Within the framework of established rules, priorities and processes, members of the workforce have the right and opportunity to make their own decisions, particularly when they are working away from detailed supervision

  • Commitment

Employees with long-term ambitions within an organization generally are committed to its long-term success, and have often staked their own personal commitments on the pursuit of a mutually beneficial relationship. Even contract and temporary employees tend to have a desire to perform well, leave a good impression, and perhaps be invited back.

  • Connection

The workplace isn’t simply a place where most of its members go, perform individual transactional tasks, and leave. For many participants, work is where many of the most significant activities and conversations in one’s life take place and where many fundamental relationships form

  • Visibility

Where companies have high visibility, either through wide public brand awareness or because of prominence as a local employer, employees willingly or unwillingly act as representatives of the organization and its brand in the larger community. In that capacity, they engage in conversations about product and service quality, organizational values and the extent to which positions in the organization would be desirable to potential job-seekers.

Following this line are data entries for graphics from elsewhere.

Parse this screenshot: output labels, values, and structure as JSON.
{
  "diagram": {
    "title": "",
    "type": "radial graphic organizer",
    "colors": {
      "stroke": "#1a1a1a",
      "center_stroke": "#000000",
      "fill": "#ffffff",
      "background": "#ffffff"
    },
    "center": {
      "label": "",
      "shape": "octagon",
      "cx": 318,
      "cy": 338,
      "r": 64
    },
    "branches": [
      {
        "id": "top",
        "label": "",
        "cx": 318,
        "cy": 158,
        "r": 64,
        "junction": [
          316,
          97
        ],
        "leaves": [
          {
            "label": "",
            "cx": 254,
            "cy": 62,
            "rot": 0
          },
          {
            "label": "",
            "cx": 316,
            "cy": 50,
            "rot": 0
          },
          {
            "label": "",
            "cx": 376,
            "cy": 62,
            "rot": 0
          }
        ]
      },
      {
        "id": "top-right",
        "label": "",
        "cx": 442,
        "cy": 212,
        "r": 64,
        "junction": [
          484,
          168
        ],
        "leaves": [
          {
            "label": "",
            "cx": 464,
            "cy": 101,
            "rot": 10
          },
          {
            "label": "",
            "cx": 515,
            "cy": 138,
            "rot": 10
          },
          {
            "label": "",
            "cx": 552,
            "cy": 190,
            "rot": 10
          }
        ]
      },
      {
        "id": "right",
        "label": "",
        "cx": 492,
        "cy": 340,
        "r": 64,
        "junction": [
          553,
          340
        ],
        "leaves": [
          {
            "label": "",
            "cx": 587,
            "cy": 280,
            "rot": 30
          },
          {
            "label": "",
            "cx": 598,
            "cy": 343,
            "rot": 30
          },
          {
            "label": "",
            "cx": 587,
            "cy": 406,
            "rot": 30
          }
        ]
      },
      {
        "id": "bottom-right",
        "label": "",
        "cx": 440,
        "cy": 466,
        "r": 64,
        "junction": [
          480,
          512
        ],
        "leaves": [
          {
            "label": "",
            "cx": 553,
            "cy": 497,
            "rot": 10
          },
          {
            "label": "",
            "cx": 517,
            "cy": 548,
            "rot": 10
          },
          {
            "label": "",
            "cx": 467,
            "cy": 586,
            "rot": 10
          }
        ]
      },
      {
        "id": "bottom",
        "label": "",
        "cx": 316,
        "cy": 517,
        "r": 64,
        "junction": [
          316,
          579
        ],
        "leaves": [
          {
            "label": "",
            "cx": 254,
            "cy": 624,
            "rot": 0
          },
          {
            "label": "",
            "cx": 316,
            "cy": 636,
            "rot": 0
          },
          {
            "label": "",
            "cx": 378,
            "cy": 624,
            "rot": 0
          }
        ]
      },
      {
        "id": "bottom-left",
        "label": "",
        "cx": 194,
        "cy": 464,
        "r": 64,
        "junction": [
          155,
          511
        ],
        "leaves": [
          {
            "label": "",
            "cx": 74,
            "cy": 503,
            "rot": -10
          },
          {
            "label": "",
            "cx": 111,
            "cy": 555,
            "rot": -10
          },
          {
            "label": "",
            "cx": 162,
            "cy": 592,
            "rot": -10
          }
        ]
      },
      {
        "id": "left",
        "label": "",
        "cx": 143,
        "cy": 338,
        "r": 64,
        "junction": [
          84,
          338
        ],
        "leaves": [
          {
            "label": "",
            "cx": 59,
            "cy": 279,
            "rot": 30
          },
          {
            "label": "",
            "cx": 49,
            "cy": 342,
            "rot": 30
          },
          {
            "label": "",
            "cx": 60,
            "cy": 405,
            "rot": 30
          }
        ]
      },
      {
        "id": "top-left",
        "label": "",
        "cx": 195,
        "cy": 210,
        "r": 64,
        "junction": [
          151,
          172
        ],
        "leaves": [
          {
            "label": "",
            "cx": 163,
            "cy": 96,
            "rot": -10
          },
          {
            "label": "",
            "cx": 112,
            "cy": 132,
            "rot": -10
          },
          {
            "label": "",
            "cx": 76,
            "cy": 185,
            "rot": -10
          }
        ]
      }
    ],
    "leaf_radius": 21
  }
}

Given that people in the workforce have considerable discretion over the extent to which they invest their agency, commitment, connection and visibility on the company’s behalf, a one-dimensional transactional model does not neatly apply.

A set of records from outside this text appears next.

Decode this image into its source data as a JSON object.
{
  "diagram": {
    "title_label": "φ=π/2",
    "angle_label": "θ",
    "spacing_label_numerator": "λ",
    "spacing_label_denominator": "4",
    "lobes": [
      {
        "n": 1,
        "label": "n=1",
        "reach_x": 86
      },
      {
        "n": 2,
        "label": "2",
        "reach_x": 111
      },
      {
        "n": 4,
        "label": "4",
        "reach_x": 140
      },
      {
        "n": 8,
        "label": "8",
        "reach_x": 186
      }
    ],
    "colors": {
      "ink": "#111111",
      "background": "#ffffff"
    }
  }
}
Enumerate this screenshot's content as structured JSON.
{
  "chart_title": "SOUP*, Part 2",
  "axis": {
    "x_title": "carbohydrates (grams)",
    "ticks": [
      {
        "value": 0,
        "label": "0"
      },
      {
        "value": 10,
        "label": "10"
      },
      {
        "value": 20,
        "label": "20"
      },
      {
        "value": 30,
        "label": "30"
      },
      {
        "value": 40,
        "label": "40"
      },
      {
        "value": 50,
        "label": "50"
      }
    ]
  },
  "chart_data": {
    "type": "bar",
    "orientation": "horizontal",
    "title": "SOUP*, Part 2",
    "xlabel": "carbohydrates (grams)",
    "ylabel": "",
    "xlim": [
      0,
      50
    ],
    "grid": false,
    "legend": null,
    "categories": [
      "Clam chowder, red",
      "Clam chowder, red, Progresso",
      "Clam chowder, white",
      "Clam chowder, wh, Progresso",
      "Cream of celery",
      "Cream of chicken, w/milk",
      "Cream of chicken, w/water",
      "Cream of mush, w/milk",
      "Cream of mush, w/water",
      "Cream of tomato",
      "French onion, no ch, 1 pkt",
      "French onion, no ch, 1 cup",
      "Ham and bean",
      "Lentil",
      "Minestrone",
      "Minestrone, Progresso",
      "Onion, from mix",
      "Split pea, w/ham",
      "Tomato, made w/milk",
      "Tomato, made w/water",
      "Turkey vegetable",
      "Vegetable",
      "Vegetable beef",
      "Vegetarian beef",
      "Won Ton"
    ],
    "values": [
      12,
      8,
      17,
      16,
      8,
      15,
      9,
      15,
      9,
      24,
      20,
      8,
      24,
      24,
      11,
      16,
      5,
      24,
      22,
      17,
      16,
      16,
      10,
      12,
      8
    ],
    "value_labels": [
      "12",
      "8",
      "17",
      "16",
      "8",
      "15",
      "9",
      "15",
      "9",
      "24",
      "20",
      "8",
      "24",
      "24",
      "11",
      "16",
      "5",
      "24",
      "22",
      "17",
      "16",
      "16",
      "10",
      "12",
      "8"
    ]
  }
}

But what is there to replace it?

Citizenship.

The role of an employee within an organization bears much greater resemblance to citizenship than customership because it accounts for agency, commitment, connection and visibility.

Workforce “citizenship” also accounts for the level of “skin-in-the-game” for employees who bet their careers, familial stability and personal reputations on their choice of employer, and because it is sufficiently two-way to balance those factors against organizational objectives, rules, values and governance processes.

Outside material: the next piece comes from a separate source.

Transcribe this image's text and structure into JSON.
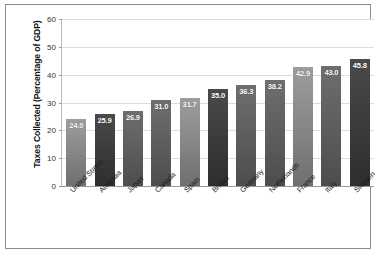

A workforce citizenship model doesn’t need to devolve all decision-making to employees.

But it can benefit from acknowledging and addressing the discretion employees do have in executing organizational decisions. Ideally, it can also incorporate the expertise, experience and aspirations of employees as key decisions get formulated.

When I first wrote on this subject nearly ten years ago, both internal and external social media were in their infancy and employee advocacy was anticipated but not yet widely embraced. Indeed, the slower-than-anticipated spread of internal social media and employee advocacy appears to align with organizations’ hesitancy to move beyond traditional and transactional thinking about the broader organizational and social roles of their employees.

At the same time, a shift in thinking combined with access to appropriate communication platforms and tools – tools which allow employees to share ideas, content and opinions appropriately in an organizational context – has the potential to help align internal communication with the lived employee experience, and create platforms where employees can be effective citizens inside and outside workplace walls.

MIKE KLEIN is Principal of Changing The Terms, a Netherlands-based communication consultancy focused on internal and change communication. The 2018-2019 Chair of IABC's Europe-Middle East-North Africa region, Mike is the author of the research series on the Present and Future of Internal Communication for Happeo.